If it was supposed to be a compliment, it hadn't worked. "You've got a hell of a nerve," Pearl said.

"I won't give up."

"If you don't mind, I'd like to concentrate on the stalker outside the hotel."

Quinn turned away from the window just long enough to smile at her. "I meant I won't give up hope."

"That's your concern," Pearl said, "and none of mine."

"At this point," Quinn said, "I know you're not seeing anyone else."

"Don't be so sure."

He smiled again. Didn't turn his head, but she saw his cheek crinkle up just beneath the corner of his eye. She'd seen that enough times to know he was grinning. Anger rose in her.

"Milton Kahn," she said venomously, as if casting a spell.

Quinn looked over at her curiously. "Who?"

"Never mind. He's nobody you're ever going to meet."

Me, either, with any luck.

"I happen to like my life the way it is," Pearl said. "Once I get back to the status quo."

Did that lie even make sense?

Quinn was silent for a while. "I don't think he'll come tonight," he said. "He's more the sort to take his time."

Pearl knew he wasn't talking about Milton Kahn. "He's also the sort to spring surprises.
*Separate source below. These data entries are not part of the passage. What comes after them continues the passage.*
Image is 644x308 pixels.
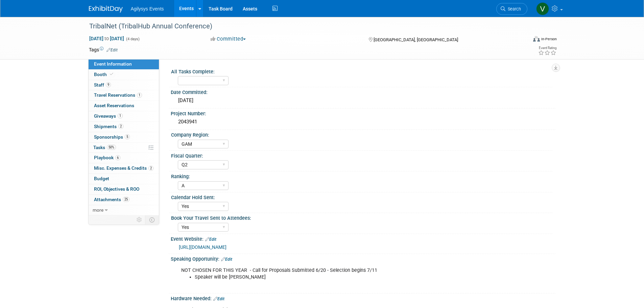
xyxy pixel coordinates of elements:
[87,20,517,32] div: TribalNet (TribalHub Annual Conference)
[94,82,111,87] span: Staff
[94,113,123,119] span: Giveaways
[89,164,159,174] a: Misc. Expenses & Credits2
[118,124,124,129] span: 2
[107,145,116,150] span: 50%
[89,195,159,205] a: Attachments25
[179,245,226,250] a: [URL][DOMAIN_NAME]
[171,87,555,96] div: Date Committed:
[107,48,118,52] a: Edit
[171,213,552,221] div: Book Your Travel Sent to Attendees:
[94,176,109,181] span: Budget
[533,36,540,42] img: Format-Inperson.png
[89,111,159,122] a: Giveaways1
[89,184,159,194] a: ROI, Objectives & ROO
[94,186,139,192] span: ROI, Objectives & ROO
[176,117,550,127] div: 2043941
[126,37,140,41] span: (4 days)
[89,122,159,132] a: Shipments2
[496,3,528,15] a: Search
[94,92,142,98] span: Travel Reservations
[171,151,552,159] div: Fiscal Quarter:
[89,174,159,184] a: Budget
[94,155,120,160] span: Playbook
[171,130,552,138] div: Company Region:
[171,109,555,117] div: Project Number:
[89,90,159,100] a: Travel Reservations1
[118,113,123,118] span: 1
[89,80,159,90] a: Staff9
[171,192,552,201] div: Calendar Hold Sent:
[134,216,145,224] td: Personalize Event Tab Strip
[505,6,521,12] span: Search
[94,61,132,67] span: Event Information
[89,132,159,142] a: Sponsorships5
[171,293,555,303] div: Hardware Needed:
[89,46,118,53] td: Tags
[94,134,130,140] span: Sponsorships
[538,46,557,50] div: Event Rating
[104,36,110,41] span: to
[94,72,114,77] span: Booth
[488,35,557,45] div: Event Format
[213,297,225,301] a: Edit
[208,35,248,42] button: Committed
[106,82,111,87] span: 9
[536,2,549,15] img: Vaitiare Munoz
[171,234,555,243] div: Event Website:
[195,274,477,281] li: Speaker will be [PERSON_NAME]
[123,197,129,202] span: 25
[374,37,458,42] span: [GEOGRAPHIC_DATA], [GEOGRAPHIC_DATA]
[541,37,557,42] div: In-Person
[131,6,164,12] span: Agilysys Events
[171,67,552,75] div: All Tasks Complete:
[149,166,154,171] span: 2
[176,95,550,106] div: [DATE]
[89,143,159,153] a: Tasks50%
[89,35,124,42] span: [DATE] [DATE]
[89,59,159,70] a: Event Information
[221,257,232,262] a: Edit
[110,72,113,76] i: Booth reservation complete
[94,103,134,108] span: Asset Reservations
[89,70,159,80] a: Booth
[171,254,555,263] div: Speaking Opportunity:
[145,216,159,224] td: Toggle Event Tabs
[89,101,159,111] a: Asset Reservations
[94,165,154,171] span: Misc. Expenses & Credits
[115,155,120,160] span: 6
[171,171,552,180] div: Ranking:
[93,207,104,213] span: more
[89,205,159,216] a: more
[94,197,129,202] span: Attachments
[205,237,216,242] a: Edit
[89,6,123,12] img: ExhibitDay
[94,124,124,129] span: Shipments
[176,264,481,291] div: NOT CHOSEN FOR THIS YEAR - Call for Proposals Submitted 6/20 - Selection begins 7/11
[125,134,130,139] span: 5
[137,93,142,98] span: 1
[93,145,116,150] span: Tasks
[89,153,159,163] a: Playbook6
We seem to have everything taken into account, Quinn, but I still can't shake the notion that this killer might figure a way around us. You ever get that feeling about him?

"Yeah."

Quinn's cell phone, lying on the windowsill, beeped the first few notes of "Lara's Theme" before he snatched it up, pressed it to his ear, and said, "Yeah," again. "Okay, Feds."

He cut the connection and laid the phone back on the sill.

"Myrna's back."

Pearl instantly stopped pacing, sat down at the desk, and slipped the headphones back on.

"I happen to like being a bank guard," she said, with a sideways glance at Quinn.

"Probably the uniform," Quinn said.

No mercy.

58

"You have other things to do all the time," Wormy told Lauri.

They were in the kitchen of the Hungry U, a busy place full of spicy aromas, the blur of motion, the clink and clatter of dishes and flatware.

"Not all the time, but tonight," Lauri said. She was checking on a customer's order of shahi korma, wondering what the delay was. She had to have something to tell the man, who was a valued regular, meaning he'd been in the restaurant at least twice.

"Be ready jus' about three minutes," said Jamal, the African American-Pakistani chef.

"Lauri-"

"Really, Wormy, you don't have a title proving ownership of me. Women aren't chattel any longer."

"Cattle?"

"Chattel. It means we don't have to spend every minute together you want to spend, but not a single moment you don't."

Wormy seemed puzzled by her phrasing. Or indignant. Maybe he was still thinking about chattel. Lauri didn't have time to sort it all out.

"Damn it, Lauri. Ain't any call to be so hard-ass. You know you're my woman."

Jamal, racketing a whisk around in a metal bowl to whip up a sauce, gave him a look.

Not half so withering as Lauri's. "I'm nobody's woman. And you don't have any business in the kitchen, Wormy."

"She be right on that one," Jamal said. "Them two."

"I know what you're doin'," Wormy said, ignoring Jamal. "You're goin' out with somebody else."

"Whee-ooh!" Jamal said.

"If I were seeing someone else," Lauri said coldly, "it'd be none of your concern. You think I don't know about you and your friends, and what goes on at those clubs when I'm not around?"

Jamal stopped with the whisk and looked from Lauri to Wormy.

"That kinda thing's nothin', Lauri. Nothin'! I don't feel about any of those girls the way I feel about you. You're everything in the world to me."

Nodding approval, Jamal began whisking vigorously again.

"You don't act like it," Lauri said. "And that's the operative word-act!"

"Girl's education showin'," Jamal said.

Wormy stepped toward him, the upper half of his body seeming to move much slower than the lower half. "I about had it with you!"

Jamal smiled. "C'mon, I stab you with this whisk."

Wormy took another threatening step toward Jamal, but Lauri stopped him, grabbing his stringy upper arm. "You're going to get us all fired," she said, squeezing hard enough to make Wormy wince.